The speaker notes that following great pain, “a formal feeling” often sets in, during which the “Nerves” are solemn and “ceremonious, like Tombs.” The heart questions whether it ever really endured such pain and whether it was really so recent (“The stiff Heart questions was it He, that bore, / And Yesterday, or Centuries before?”). The feet continue to plod mechanically, with a wooden way, and the heart feels a stone-like contentment. This, the speaker says, is “the Hour of Lead,” and if the person experiencing it survives this Hour, he or she will remember it in the same way that “Freezing persons” remember the snow: “First—Chill—then Stupor—then the letting go—.”

Form

“After great pain” is structurally looser than most Dickinson poems: The iambic meter fades in places; line-length ranges from dimeter to pentameter; the rhyme scheme is haphazard and mostly utilizes couplets (stanza-by-stanza, it is AABB CDEFF GHII); and the middle stanza is five lines long, rather than Dickinson’s typical four.
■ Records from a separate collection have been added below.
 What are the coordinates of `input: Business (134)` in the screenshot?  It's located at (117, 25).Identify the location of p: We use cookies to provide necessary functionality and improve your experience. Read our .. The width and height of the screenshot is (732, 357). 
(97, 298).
Like most other Dickinson poems, however, it uses the long rhythmic dash to indicate short pauses.

Commentary

Perhaps Emily Dickinson’s greatest achievement as a poet is the record she left of her own inwardness; because of her extraordinary powers of self-observation and her extraordinary willingness to map her own feelings as accurately and honestly as she could, Dickinson has bequeathed us a multitude of hard, intense, and subtle poems, detailing complicated feelings rarely described by other poets. And yet, encountering these feelings in the compression chamber of a Dickinson poem, one recognizes them instantly. “After great pain, a formal feeling comes” describes the fragile emotional equilibrium that settles heavily over a survivor of recent trauma or profound grief.

Dickinson’s descriptive words lend a funereal feel to the poem: The emotion following pain is “formal,” one’s nerves feel like “Tombs,” one’s heart is stiff and disbelieving. The feet’s “Wooden way” evokes a wooden casket, and the final “like a stone” recalls a headstone. The speaker emphasizes the fragile state of a person experiencing the “formal feeling” by never referring to such people as whole human beings, detailing their bodies in objectified fragments (“The stiff Heart,” “The Feet, mechanical,” etc.).